THE METALINGUAL FUNCTION
Lastly, the metalingual function of language indicates a language's ability to explain, name, and criticise its own features. When these are more or less universal (e.g. `sentence', `grammar', `verb', etc.) - though they may not yet exist in languages which are only spoken or have had little contact with others - there is no translation problem.
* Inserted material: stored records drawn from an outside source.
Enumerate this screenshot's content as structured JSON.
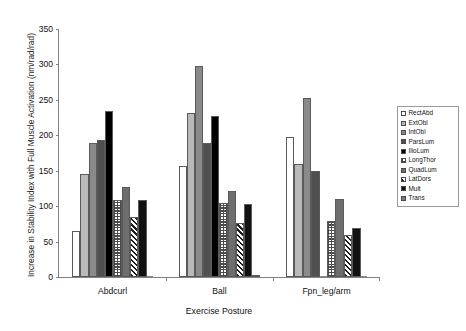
{
  "chart_data": {
    "type": "bar",
    "title": "",
    "xlabel": "Exercise Posture",
    "ylabel": "Increase in Stability Index with Full Muscle Activation (nm/rad/rad)",
    "categories": [
      "Abdcurl",
      "Ball",
      "Fpn_leg/arm"
    ],
    "ylim": [
      0,
      350
    ],
    "yticks": [
      0,
      50,
      100,
      150,
      200,
      250,
      300,
      350
    ],
    "ytick_labels": [
      "0",
      "50",
      "100",
      "150",
      "200",
      "250",
      "300",
      "350"
    ],
    "grid": false,
    "legend_position": "right",
    "series": [
      {
        "name": "RectAbd",
        "fill": "f0",
        "values": [
          65,
          157,
          197
        ]
      },
      {
        "name": "ExtObl",
        "fill": "f1",
        "values": [
          145,
          232,
          159
        ]
      },
      {
        "name": "IntObl",
        "fill": "f2",
        "values": [
          189,
          298,
          253
        ]
      },
      {
        "name": "ParsLum",
        "fill": "f3",
        "values": [
          193,
          189,
          150
        ]
      },
      {
        "name": "IlioLum",
        "fill": "f4",
        "values": [
          234,
          227,
          0
        ]
      },
      {
        "name": "LongThor",
        "fill": "f5",
        "values": [
          108,
          104,
          79
        ]
      },
      {
        "name": "QuadLum",
        "fill": "f6",
        "values": [
          127,
          122,
          110
        ]
      },
      {
        "name": "LatDors",
        "fill": "f7",
        "values": [
          85,
          76,
          60
        ]
      },
      {
        "name": "Mult",
        "fill": "f8",
        "values": [
          108,
          103,
          69
        ]
      },
      {
        "name": "Trans",
        "fill": "f9",
        "values": [
          0,
          3,
          0
        ]
      }
    ],
    "colors": {
      "axis": "#808080",
      "text": "#111111",
      "plot_background": "#ffffff"
    }
  }
}
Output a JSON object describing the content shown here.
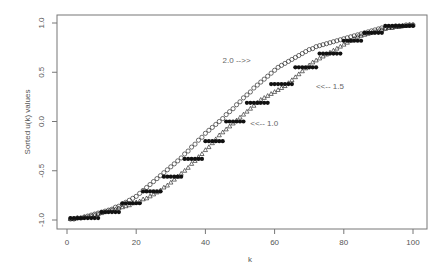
{
  "chart_data": {
    "type": "scatter",
    "title": "",
    "xlabel": "k",
    "ylabel": "Sorted u(k) values",
    "xlim": [
      -4,
      104
    ],
    "ylim": [
      -1.1,
      1.1
    ],
    "xticks": [
      0,
      20,
      40,
      60,
      80,
      100
    ],
    "xtick_labels": [
      "0",
      "20",
      "40",
      "60",
      "80",
      "100"
    ],
    "yticks": [
      -1.0,
      -0.5,
      0.0,
      0.5,
      1.0
    ],
    "ytick_labels": [
      "-1.0",
      "-0.5",
      "0.0",
      "0.5",
      "1.0"
    ],
    "grid": false,
    "legend": null,
    "annotations": [
      {
        "text": "2.0 -->>",
        "x": 49,
        "y": 0.62
      },
      {
        "text": "<<-- 1.5",
        "x": 76,
        "y": 0.36
      },
      {
        "text": "<<-- 1.0",
        "x": 57,
        "y": -0.02
      }
    ],
    "series": [
      {
        "name": "2.0",
        "marker": "open-circle",
        "values": [
          -0.99,
          -0.99,
          -0.98,
          -0.98,
          -0.97,
          -0.96,
          -0.95,
          -0.94,
          -0.93,
          -0.92,
          -0.91,
          -0.9,
          -0.89,
          -0.87,
          -0.86,
          -0.84,
          -0.82,
          -0.8,
          -0.78,
          -0.76,
          -0.73,
          -0.7,
          -0.67,
          -0.64,
          -0.61,
          -0.58,
          -0.55,
          -0.52,
          -0.49,
          -0.46,
          -0.43,
          -0.4,
          -0.37,
          -0.33,
          -0.3,
          -0.26,
          -0.23,
          -0.19,
          -0.16,
          -0.12,
          -0.09,
          -0.06,
          -0.03,
          0.0,
          0.03,
          0.07,
          0.1,
          0.13,
          0.17,
          0.2,
          0.24,
          0.27,
          0.3,
          0.34,
          0.37,
          0.4,
          0.43,
          0.46,
          0.49,
          0.52,
          0.55,
          0.57,
          0.59,
          0.61,
          0.63,
          0.65,
          0.67,
          0.69,
          0.71,
          0.73,
          0.74,
          0.76,
          0.77,
          0.78,
          0.79,
          0.8,
          0.81,
          0.82,
          0.83,
          0.84,
          0.85,
          0.86,
          0.87,
          0.88,
          0.89,
          0.9,
          0.91,
          0.92,
          0.93,
          0.94,
          0.95,
          0.95,
          0.96,
          0.96,
          0.97,
          0.97,
          0.97,
          0.98,
          0.98,
          0.98
        ]
      },
      {
        "name": "1.5",
        "marker": "open-triangle",
        "values": [
          -0.99,
          -0.99,
          -0.98,
          -0.98,
          -0.97,
          -0.97,
          -0.96,
          -0.95,
          -0.94,
          -0.93,
          -0.92,
          -0.91,
          -0.9,
          -0.89,
          -0.88,
          -0.87,
          -0.86,
          -0.85,
          -0.83,
          -0.82,
          -0.81,
          -0.79,
          -0.78,
          -0.76,
          -0.74,
          -0.72,
          -0.7,
          -0.67,
          -0.65,
          -0.62,
          -0.59,
          -0.56,
          -0.53,
          -0.5,
          -0.47,
          -0.43,
          -0.4,
          -0.36,
          -0.33,
          -0.29,
          -0.26,
          -0.22,
          -0.18,
          -0.14,
          -0.11,
          -0.08,
          -0.05,
          -0.02,
          0.01,
          0.04,
          0.07,
          0.1,
          0.13,
          0.16,
          0.19,
          0.22,
          0.24,
          0.26,
          0.28,
          0.3,
          0.32,
          0.34,
          0.36,
          0.39,
          0.42,
          0.45,
          0.48,
          0.51,
          0.54,
          0.57,
          0.6,
          0.62,
          0.64,
          0.66,
          0.68,
          0.7,
          0.72,
          0.74,
          0.76,
          0.78,
          0.8,
          0.82,
          0.84,
          0.86,
          0.87,
          0.88,
          0.89,
          0.9,
          0.91,
          0.92,
          0.93,
          0.94,
          0.95,
          0.95,
          0.96,
          0.96,
          0.97,
          0.97,
          0.98,
          0.98
        ]
      },
      {
        "name": "1.0",
        "marker": "filled-circle",
        "steps": [
          {
            "k_from": 1,
            "k_to": 9,
            "value": -0.98
          },
          {
            "k_from": 10,
            "k_to": 15,
            "value": -0.92
          },
          {
            "k_from": 16,
            "k_to": 21,
            "value": -0.83
          },
          {
            "k_from": 22,
            "k_to": 27,
            "value": -0.71
          },
          {
            "k_from": 28,
            "k_to": 33,
            "value": -0.56
          },
          {
            "k_from": 34,
            "k_to": 39,
            "value": -0.38
          },
          {
            "k_from": 40,
            "k_to": 45,
            "value": -0.2
          },
          {
            "k_from": 46,
            "k_to": 51,
            "value": 0.0
          },
          {
            "k_from": 52,
            "k_to": 58,
            "value": 0.19
          },
          {
            "k_from": 59,
            "k_to": 65,
            "value": 0.38
          },
          {
            "k_from": 66,
            "k_to": 72,
            "value": 0.55
          },
          {
            "k_from": 73,
            "k_to": 79,
            "value": 0.69
          },
          {
            "k_from": 80,
            "k_to": 85,
            "value": 0.82
          },
          {
            "k_from": 86,
            "k_to": 91,
            "value": 0.9
          },
          {
            "k_from": 92,
            "k_to": 100,
            "value": 0.97
          }
        ]
      }
    ]
  },
  "layout": {
    "plot_left": 57,
    "plot_right": 427,
    "plot_top": 15,
    "plot_bottom": 229,
    "x0_px": 67,
    "x100_px": 413,
    "yneg1_px": 220,
    "ypos1_px": 23
  },
  "colors": {
    "axis": "#777777",
    "marker": "#111111",
    "text": "#555555"
  }
}
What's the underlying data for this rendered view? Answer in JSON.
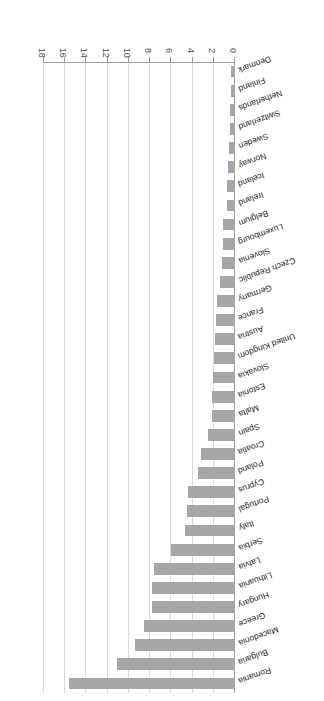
{
  "chart_data": {
    "type": "bar",
    "orientation": "horizontal",
    "title": "",
    "subtitle": "",
    "xlabel": "",
    "ylabel": "",
    "xlim": [
      0,
      18
    ],
    "grid": true,
    "legend": null,
    "legend_position": "none",
    "bar_color": "#a6a6a6",
    "axis_color": "#9a9a9a",
    "grid_color": "#d9d9d9",
    "tick_labels": [
      "0",
      "2",
      "4",
      "6",
      "8",
      "10",
      "12",
      "14",
      "16",
      "18"
    ],
    "ticks": [
      0,
      2,
      4,
      6,
      8,
      10,
      12,
      14,
      16,
      18
    ],
    "categories": [
      "Romania",
      "Bulgaria",
      "Macedonia",
      "Greece",
      "Hungary",
      "Lithuania",
      "Latvia",
      "Serbia",
      "Italy",
      "Portugal",
      "Cyprus",
      "Poland",
      "Croatia",
      "Spain",
      "Malta",
      "Estonia",
      "Slovakia",
      "United Kingdom",
      "Austria",
      "France",
      "Germany",
      "Czech Republic",
      "Slovenia",
      "Luxembourg",
      "Belgium",
      "Ireland",
      "Iceland",
      "Norway",
      "Sweden",
      "Switzerland",
      "Netherlands",
      "Finland",
      "Denmark"
    ],
    "values": [
      15.6,
      11.1,
      9.4,
      8.6,
      7.8,
      7.8,
      7.6,
      6.0,
      4.7,
      4.5,
      4.4,
      3.5,
      3.2,
      2.5,
      2.2,
      2.2,
      2.1,
      2.0,
      1.9,
      1.8,
      1.7,
      1.4,
      1.2,
      1.1,
      1.1,
      0.8,
      0.8,
      0.7,
      0.6,
      0.5,
      0.45,
      0.4,
      0.35
    ]
  }
}
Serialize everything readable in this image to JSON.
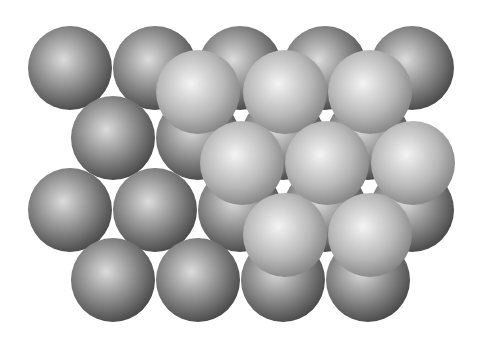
{
  "diagram": {
    "title": "",
    "colors": {
      "background": "#ffffff",
      "bottom_layer_light": "#d8d8d8",
      "bottom_layer_dark": "#4a4a4a",
      "top_layer_light": "#f2f2f2",
      "top_layer_dark": "#8a8a8a"
    },
    "radius": 42,
    "bottom_layer": [
      {
        "x": 70,
        "y": 68
      },
      {
        "x": 155,
        "y": 68
      },
      {
        "x": 240,
        "y": 68
      },
      {
        "x": 325,
        "y": 68
      },
      {
        "x": 412,
        "y": 68
      },
      {
        "x": 113,
        "y": 138
      },
      {
        "x": 198,
        "y": 138
      },
      {
        "x": 283,
        "y": 138
      },
      {
        "x": 368,
        "y": 138
      },
      {
        "x": 70,
        "y": 210
      },
      {
        "x": 155,
        "y": 210
      },
      {
        "x": 240,
        "y": 210
      },
      {
        "x": 325,
        "y": 210
      },
      {
        "x": 412,
        "y": 210
      },
      {
        "x": 113,
        "y": 280
      },
      {
        "x": 198,
        "y": 280
      },
      {
        "x": 283,
        "y": 280
      },
      {
        "x": 368,
        "y": 280
      }
    ],
    "top_layer": [
      {
        "x": 198,
        "y": 92
      },
      {
        "x": 285,
        "y": 92
      },
      {
        "x": 370,
        "y": 92
      },
      {
        "x": 242,
        "y": 163
      },
      {
        "x": 327,
        "y": 163
      },
      {
        "x": 413,
        "y": 163
      },
      {
        "x": 285,
        "y": 235
      },
      {
        "x": 370,
        "y": 235
      }
    ]
  }
}
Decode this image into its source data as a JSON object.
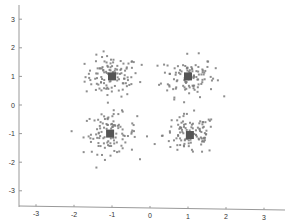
{
  "chart_data": {
    "type": "scatter",
    "title": "",
    "xlabel": "",
    "ylabel": "",
    "xlim": [
      -3.5,
      3.5
    ],
    "ylim": [
      -3.5,
      3.5
    ],
    "grid": false,
    "legend": null,
    "x_ticks": [
      "-3",
      "-2",
      "-1",
      "0",
      "1",
      "2",
      "3"
    ],
    "y_ticks": [
      "3",
      "2",
      "1",
      "0",
      "-1",
      "-2",
      "-3"
    ],
    "colors": {
      "points": "#7a7a7a",
      "centroid": "#555555",
      "axis": "#999999"
    },
    "series": [
      {
        "name": "cluster-1",
        "center": [
          -1.0,
          1.0
        ],
        "spread": 0.35,
        "n": 110
      },
      {
        "name": "cluster-2",
        "center": [
          1.0,
          1.0
        ],
        "spread": 0.35,
        "n": 110
      },
      {
        "name": "cluster-3",
        "center": [
          -1.05,
          -1.0
        ],
        "spread": 0.35,
        "n": 110
      },
      {
        "name": "cluster-4",
        "center": [
          1.05,
          -1.05
        ],
        "spread": 0.35,
        "n": 110
      }
    ],
    "centroids": [
      [
        -1.0,
        1.0
      ],
      [
        1.0,
        1.0
      ],
      [
        -1.05,
        -1.0
      ],
      [
        1.05,
        -1.05
      ]
    ]
  }
}
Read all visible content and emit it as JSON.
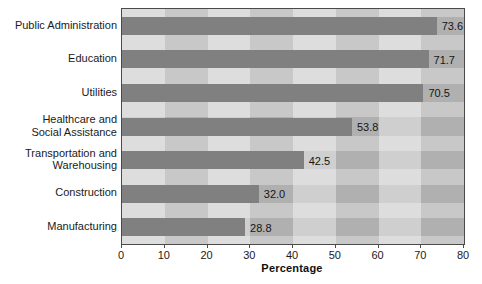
{
  "chart_data": {
    "type": "bar",
    "orientation": "horizontal",
    "title": "",
    "xlabel": "Percentage",
    "ylabel": "",
    "xlim": [
      0,
      80
    ],
    "xticks": [
      0,
      10,
      20,
      30,
      40,
      50,
      60,
      70,
      80
    ],
    "xtick_labels": [
      "0",
      "10",
      "20",
      "30",
      "40",
      "50",
      "60",
      "70",
      "80"
    ],
    "grid": false,
    "legend": null,
    "categories": [
      "Public Administration",
      "Education",
      "Utilities",
      "Healthcare and\nSocial Assistance",
      "Transportation and\nWarehousing",
      "Construction",
      "Manufacturing"
    ],
    "values": [
      73.6,
      71.7,
      70.5,
      53.8,
      42.5,
      32.0,
      28.8
    ],
    "data_labels": [
      "73.6",
      "71.7",
      "70.5",
      "53.8",
      "42.5",
      "32.0",
      "28.8"
    ],
    "colors": {
      "bar": "#808080",
      "plot_background_light": "#cfcfcf",
      "plot_background_medium": "#b0b0b0",
      "axis_line": "#4a4a4a",
      "text": "#1a1a1a",
      "page_background": "#ffffff"
    }
  }
}
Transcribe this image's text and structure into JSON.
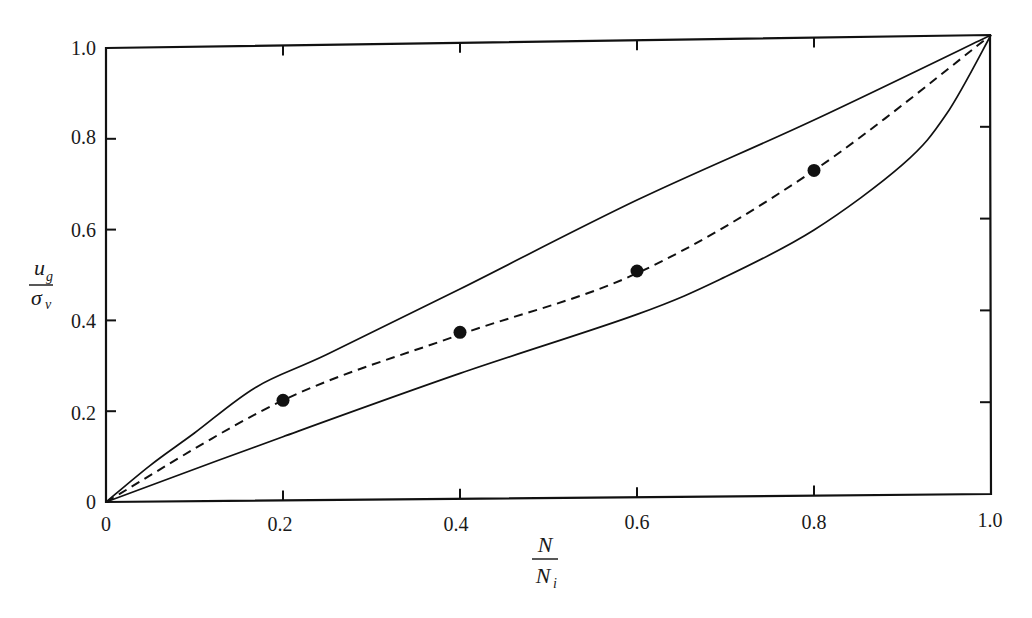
{
  "chart_data": {
    "type": "line",
    "title": "",
    "xlabel": "N / N_i",
    "ylabel": "u_g / σ_v",
    "xlim": [
      0,
      1.0
    ],
    "ylim": [
      0,
      1.0
    ],
    "grid": false,
    "legend": null,
    "x_ticks": [
      "0",
      "0.2",
      "0.4",
      "0.6",
      "0.8",
      "1.0"
    ],
    "y_ticks": [
      "0",
      "0.2",
      "0.4",
      "0.6",
      "0.8",
      "1.0"
    ],
    "series": [
      {
        "name": "upper bound",
        "style": "solid",
        "x": [
          0,
          0.05,
          0.1,
          0.17,
          0.25,
          0.4,
          0.6,
          0.8,
          1.0
        ],
        "y": [
          0,
          0.08,
          0.15,
          0.25,
          0.32,
          0.46,
          0.65,
          0.82,
          1.0
        ]
      },
      {
        "name": "lower bound",
        "style": "solid",
        "x": [
          0,
          0.2,
          0.4,
          0.6,
          0.7,
          0.8,
          0.9,
          0.95,
          1.0
        ],
        "y": [
          0,
          0.14,
          0.275,
          0.4,
          0.48,
          0.58,
          0.72,
          0.83,
          1.0
        ]
      },
      {
        "name": "mean curve",
        "style": "dashed",
        "x": [
          0,
          0.2,
          0.4,
          0.6,
          0.8,
          1.0
        ],
        "y": [
          0,
          0.22,
          0.36,
          0.49,
          0.71,
          1.0
        ]
      },
      {
        "name": "data points",
        "style": "markers",
        "x": [
          0.2,
          0.4,
          0.6,
          0.8
        ],
        "y": [
          0.22,
          0.365,
          0.495,
          0.71
        ]
      }
    ]
  },
  "labels": {
    "x_num": "N",
    "x_den": "N",
    "x_den_sub": "i",
    "y_num": "u",
    "y_num_sub": "g",
    "y_den": "σ",
    "y_den_sub": "v",
    "x_ticks": [
      "0",
      "0.2",
      "0.4",
      "0.6",
      "0.8",
      "1.0"
    ],
    "y_ticks": [
      "0",
      "0.2",
      "0.4",
      "0.6",
      "0.8",
      "1.0"
    ]
  }
}
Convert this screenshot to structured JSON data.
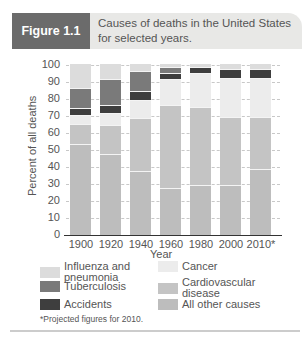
{
  "header": {
    "figure_label": "Figure 1.1",
    "title": "Causes of deaths in the United States for selected years."
  },
  "colors": {
    "Influenza and pneumonia": "#dcdcdc",
    "Tuberculosis": "#7a7a7a",
    "Accidents": "#3e3e3e",
    "Cancer": "#ececec",
    "Cardiovascular disease": "#c4c4c4",
    "All other causes": "#bdbdbd"
  },
  "chart_data": {
    "type": "bar",
    "stacked": true,
    "title": "Causes of deaths in the United States for selected years.",
    "xlabel": "Year",
    "ylabel": "Percent of all deaths",
    "ylim": [
      0,
      100
    ],
    "yticks": [
      0,
      10,
      20,
      30,
      40,
      50,
      60,
      70,
      80,
      90,
      100
    ],
    "grid": true,
    "legend_position": "bottom",
    "categories": [
      "1900",
      "1920",
      "1940",
      "1960",
      "1980",
      "2000",
      "2010*"
    ],
    "series": [
      {
        "name": "All other causes",
        "values": [
          53,
          47,
          37,
          27,
          29,
          29,
          38
        ]
      },
      {
        "name": "Cardiovascular disease",
        "values": [
          12,
          17,
          31,
          49,
          46,
          40,
          31
        ]
      },
      {
        "name": "Cancer",
        "values": [
          5,
          7,
          11,
          15,
          20,
          23,
          23
        ]
      },
      {
        "name": "Accidents",
        "values": [
          4,
          5,
          5,
          4,
          3,
          5,
          5
        ]
      },
      {
        "name": "Tuberculosis",
        "values": [
          12,
          15,
          12,
          3,
          0,
          0,
          0
        ]
      },
      {
        "name": "Influenza and pneumonia",
        "values": [
          14,
          9,
          4,
          2,
          2,
          3,
          3
        ]
      }
    ],
    "footnote": "*Projected figures for 2010."
  },
  "legend": [
    {
      "label": "Influenza and pneumonia",
      "line1": "Influenza and",
      "line2": "pneumonia"
    },
    {
      "label": "Tuberculosis",
      "line1": "Tuberculosis",
      "line2": ""
    },
    {
      "label": "Accidents",
      "line1": "Accidents",
      "line2": ""
    },
    {
      "label": "Cancer",
      "line1": "Cancer",
      "line2": ""
    },
    {
      "label": "Cardiovascular disease",
      "line1": "Cardiovascular",
      "line2": "disease"
    },
    {
      "label": "All other causes",
      "line1": "All other causes",
      "line2": ""
    }
  ]
}
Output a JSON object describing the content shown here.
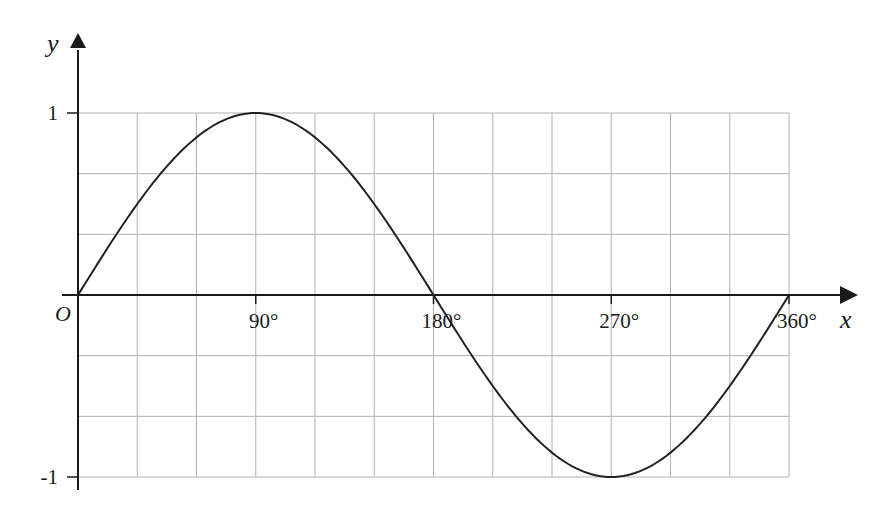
{
  "chart_data": {
    "type": "line",
    "title": "",
    "function": "y = sin x",
    "xlabel": "x",
    "ylabel": "y",
    "origin_label": "O",
    "xlim": [
      0,
      360
    ],
    "ylim": [
      -1,
      1
    ],
    "x_ticks": [
      {
        "value": 90,
        "label": "90°"
      },
      {
        "value": 180,
        "label": "180°"
      },
      {
        "value": 270,
        "label": "270°"
      },
      {
        "value": 360,
        "label": "360°"
      }
    ],
    "y_ticks": [
      {
        "value": 1,
        "label": "1"
      },
      {
        "value": -1,
        "label": "-1"
      }
    ],
    "grid": {
      "on": true,
      "x_step": 30,
      "y_step": 0.3333
    },
    "series": [
      {
        "name": "sin x",
        "x": [
          0,
          30,
          60,
          90,
          120,
          150,
          180,
          210,
          240,
          270,
          300,
          330,
          360
        ],
        "values": [
          0,
          0.5,
          0.866,
          1,
          0.866,
          0.5,
          0,
          -0.5,
          -0.866,
          -1,
          -0.866,
          -0.5,
          0
        ]
      }
    ],
    "legend": null
  },
  "colors": {
    "grid": "#b0b0b0",
    "axis": "#1a1a1a",
    "curve": "#222222",
    "background": "#ffffff"
  }
}
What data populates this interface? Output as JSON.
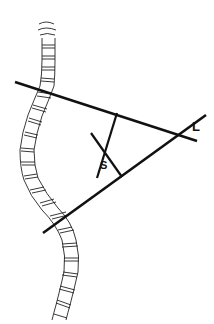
{
  "figure": {
    "labels": {
      "L": "L",
      "S": "S"
    },
    "colors": {
      "line": "#111111",
      "spine_outline": "#222222",
      "background": "#ffffff"
    },
    "lines": {
      "upper_endplate": {
        "x1": 15,
        "y1": 82,
        "x2": 197,
        "y2": 141
      },
      "lower_endplate": {
        "x1": 43,
        "y1": 233,
        "x2": 206,
        "y2": 115
      },
      "perpendicular_upper": {
        "x1": 117,
        "y1": 113,
        "x2": 97,
        "y2": 178
      },
      "perpendicular_lower": {
        "x1": 91,
        "y1": 133,
        "x2": 122,
        "y2": 177
      }
    }
  }
}
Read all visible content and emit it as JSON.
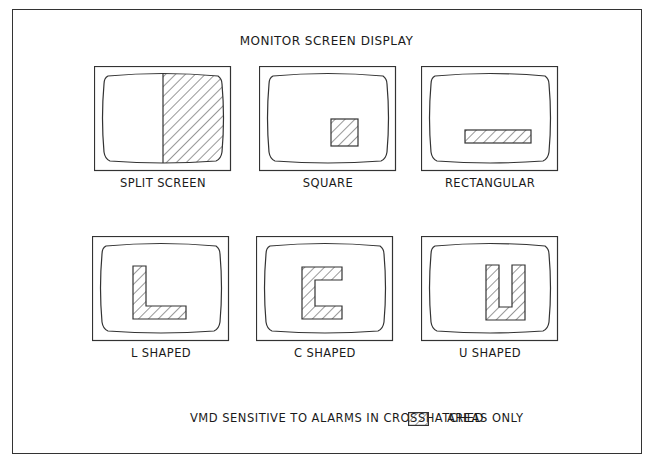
{
  "diagram": {
    "title": "MONITOR SCREEN DISPLAY",
    "monitors": [
      {
        "label": "SPLIT SCREEN",
        "shape": "split-screen"
      },
      {
        "label": "SQUARE",
        "shape": "square"
      },
      {
        "label": "RECTANGULAR",
        "shape": "rectangular"
      },
      {
        "label": "L SHAPED",
        "shape": "l-shaped"
      },
      {
        "label": "C SHAPED",
        "shape": "c-shaped"
      },
      {
        "label": "U SHAPED",
        "shape": "u-shaped"
      }
    ],
    "legend": {
      "text_before": "VMD SENSITIVE TO ALARMS IN CROSSHATCHED",
      "swatch": "crosshatch-swatch",
      "text_after": "AREAS ONLY"
    },
    "colors": {
      "line": "#333333",
      "background": "#ffffff"
    }
  }
}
However, if these items are language-specific, e.g. `supine', ‘ablative, `illative', `optative', they have to be translated in accordance with the vn riuus relevant contextual factors (nature of readership, importance of item in SL, i I it-ti I , and TL text, likely recurrences in TL etc.) ranging from detailed explana­mns, example and translations down to a culturally-neutral third term.
Note also that SL expressions signalling metalingual words, e.g. `strictly ,pc;iking', `in the true (or full) sense of the word', `literally', `so called', `so to ,wok', `by definition', `sometimes known as', `as another generation put it', `can mean', have to be treated cautiously, as the word following them in the SL w w Id not usually have precisely the same sense if translated one-to-one in the TL. to get both senses of `For the last four years, I literally coined money', into branch and German: Ces quatre derni&es annees, j'ai frappe des pieces d'argent et j'ai hut dc.r affaires d'or; In den letzten vier,7ahren habe ich Munzen gepragt und auch viel gescheffelt. (Ponderous translations.)
I have adopted and adapted the Biihler-Jakobson functions of language operationally as the most convenient way of looking at a text for translation. It is .il.w useful to divide texts by topic into three broad categories: (a) literary; (b) moitutional; and (c) scientific - the latter including all fields of science and mrluxUogy but tending to merge with institutional texts in the area of the social vriunces. Literary texts are distinguished from the rest in being more important in t lu•ir mental and imaginative connotations than their factual denotations.